First woo your reader
Imagine you have a new acquaintance. I’m talking about real life, by the way. Don’t even think of telling them about your life until they’re curious about you. Tell them the bare minimum until you’ve bonded with them in an experience that has drawn you closer together. Even then, give dribs and drabs; don’t whammy them with your entire biography. Give only what’s immediately relevant, what arises naturally from what you do together and what you already know.
In our hypothetical friendship, can you see how much is being held back? And how the full picture might not come out for a long time?
This is like your book’s relationship with the reader.

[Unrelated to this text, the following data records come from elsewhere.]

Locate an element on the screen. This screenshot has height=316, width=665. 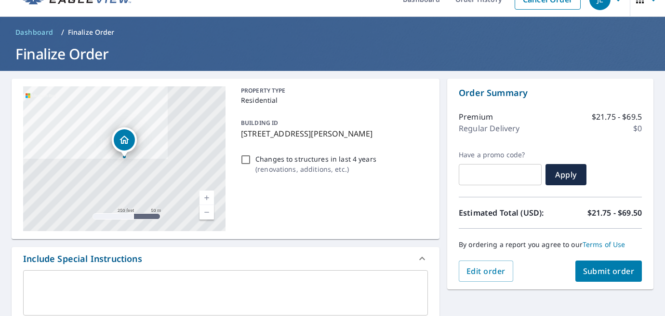
nav: breadcrumb is located at coordinates (332, 32). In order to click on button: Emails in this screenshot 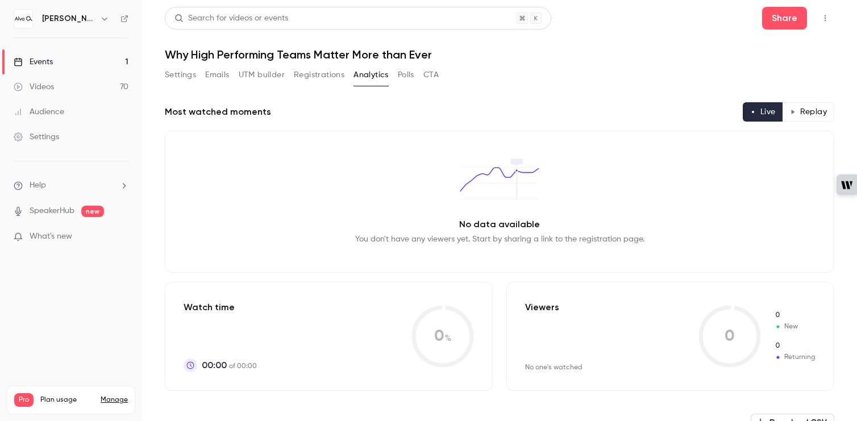, I will do `click(217, 75)`.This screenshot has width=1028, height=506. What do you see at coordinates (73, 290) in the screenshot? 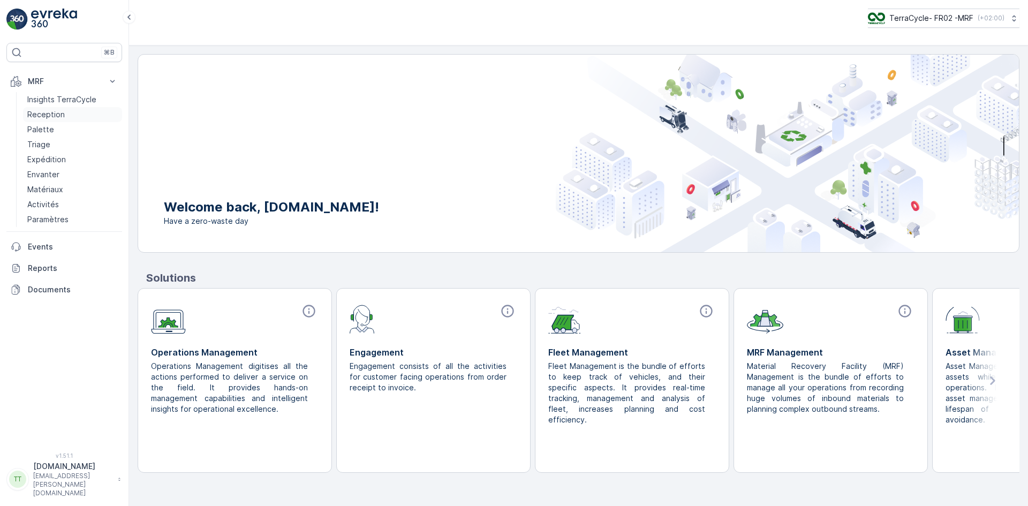
I see `p: Documents` at bounding box center [73, 290].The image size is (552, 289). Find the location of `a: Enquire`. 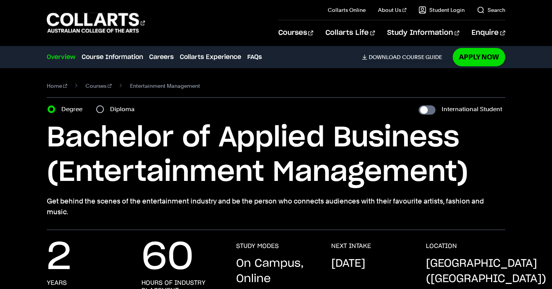

a: Enquire is located at coordinates (488, 33).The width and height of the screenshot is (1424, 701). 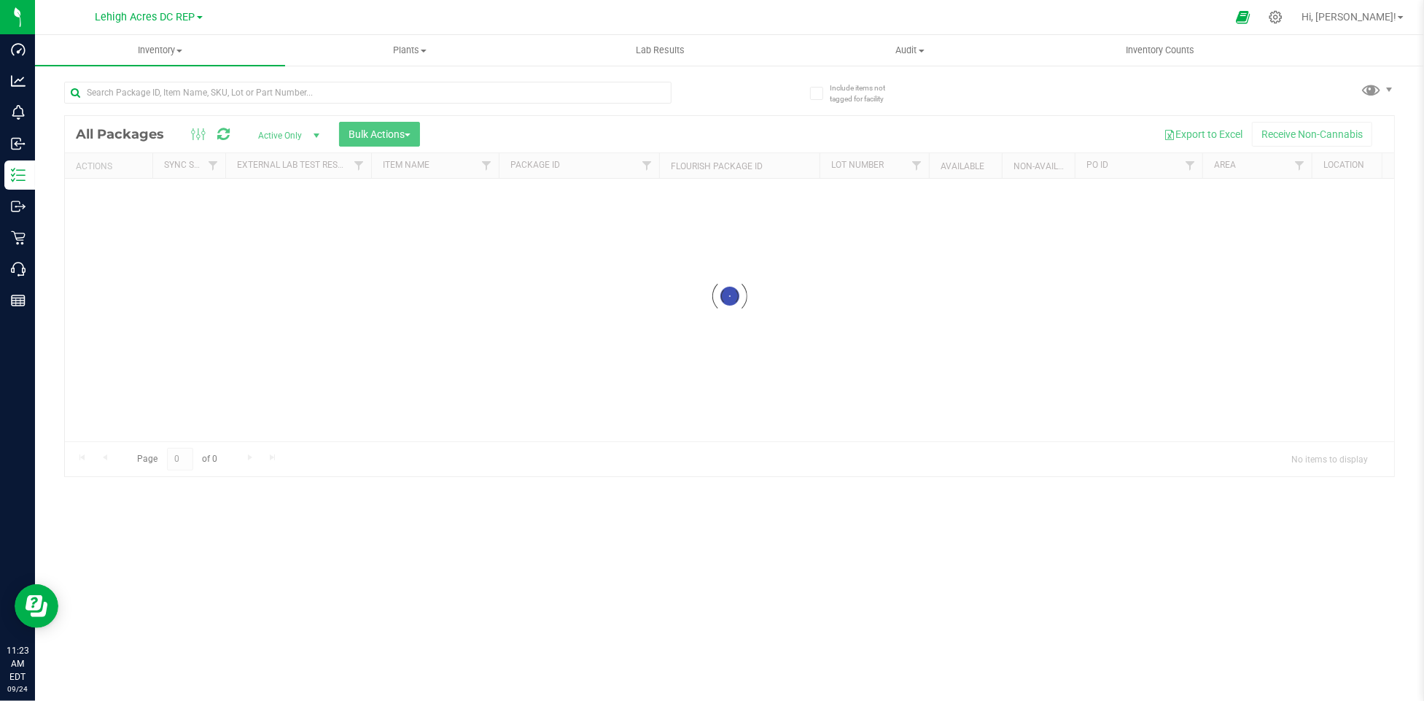 What do you see at coordinates (367, 93) in the screenshot?
I see `input: Search Package ID, Item Name, SKU, Lot or Part Number...` at bounding box center [367, 93].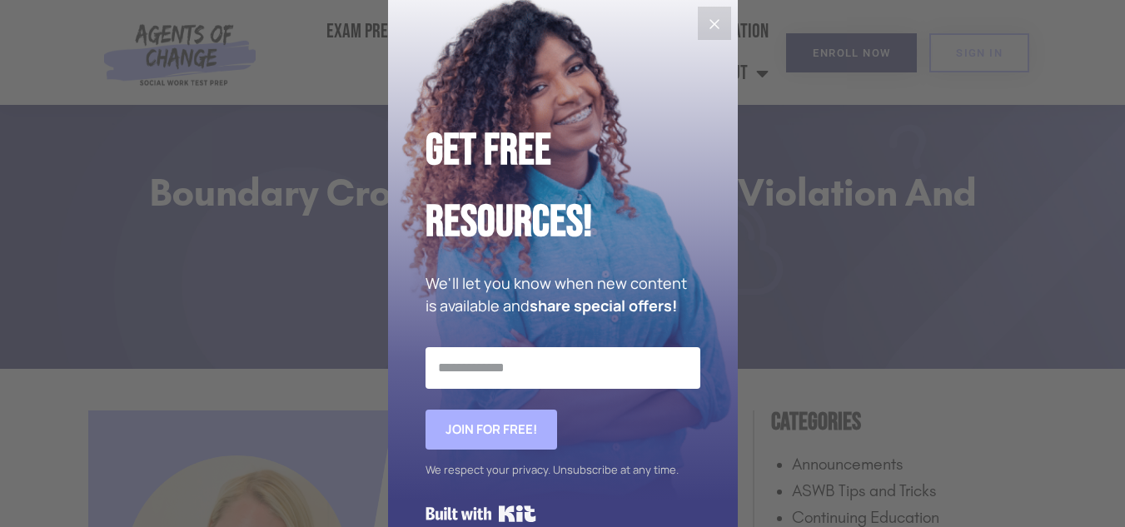  I want to click on strong: share special offers!, so click(603, 306).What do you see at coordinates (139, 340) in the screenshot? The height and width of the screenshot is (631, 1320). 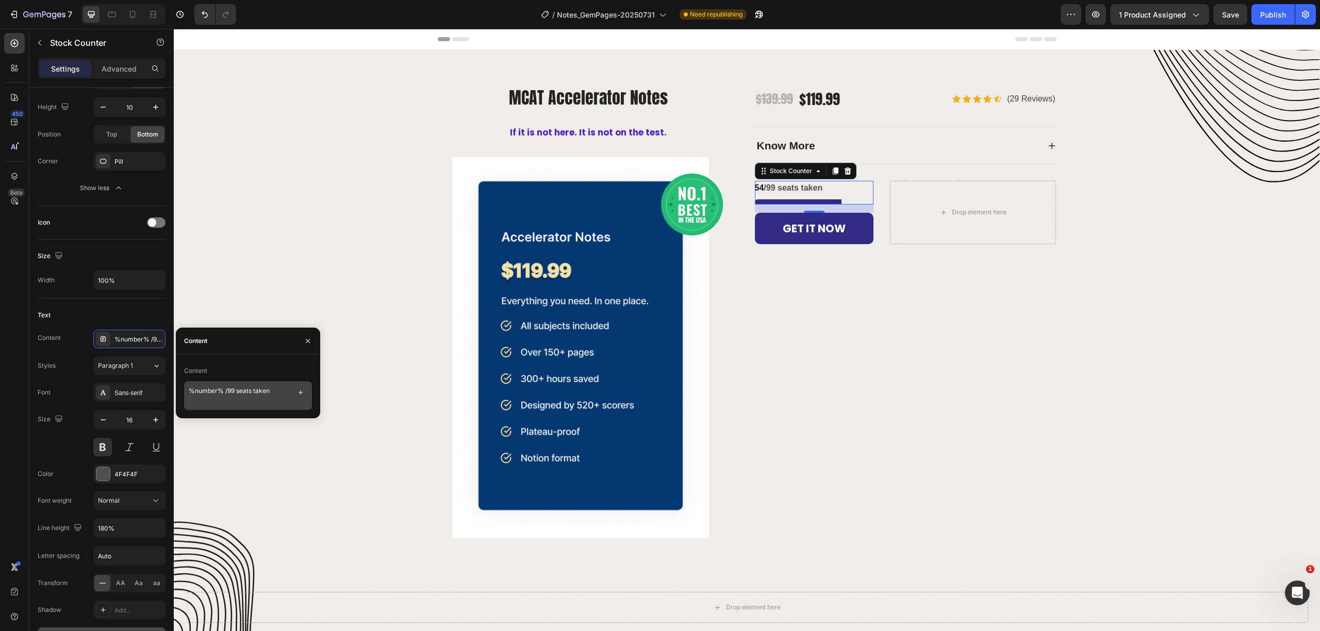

Your reader meets the book, is pulled into the world of the characters. You have to judge when they are genuinely curious for a dollop of back story. And it’s usually much later than you think.
So where do you put it?
I’m just thrashing through a final edit of My Memories of a Future Life, and with a title like that you can bet it’s got heaps of back story. Here’s what I did.
Cut it all out
I made a copy of the book up to the first turning point and cut out all the back story. It ran very smoothly without its weight of explanation, and offered me natural places to reintroduce a paragraph or two. Once I’d got the characters safely (or perilously) to their point of no return, the reader was warmed up enough to welcome the first chunk of back story.
Here’s how I’m dealing with the rest.
Make the back story part of the action
What you imagined as background may not have to stay as background. Could you make it part of the active story? In Life Form 3, which my agent sent out to publishers this week, I caught myself struggling with a lot of explanations. I realised I’d brought the reader in too late. So I started the story earlier and dramatised a lot of the explanations in real time.
Leave it as late as possible
As we said above, there are points in the story where the reader will welcome a few pages about the distant details of the character’s childhood, or how they first got a job at the circus. The later you leave it, the more delicious it might be.
Use back story as bonding material
As well as explaining back story directly through the narrator’s voice, you can also use it to deepen a bond between two characters in a story. If one character tells another how their relationship with their stepson went wrong, that’s miles better than leaving it in back story.
So much of what works in writing mirrors real life. If you think of your book as developing a relationship with the reader, it’s much easier to see you can’t pitch a chunk of back story in the first few chapters. So woo them a little. Intrigue them. Bond the reader to your characters and to you as a storyteller. There will come a point where your back story is very important to them.
Breaking news – historical and speculative author KM Weiland has obviously been wrestling with this topic recently too. She’s just posted a case study on back story in one of Hemingway’s classic shorts – check it out here.
There’s lots more about back story in my book Writing Plots With Drama, Depth and Heart: Nail Your Novel 3
Thanks, Binder.donedat for the pic How do you deal with back story? Do you find it a problem? Do share any examples of novels that have handled this well!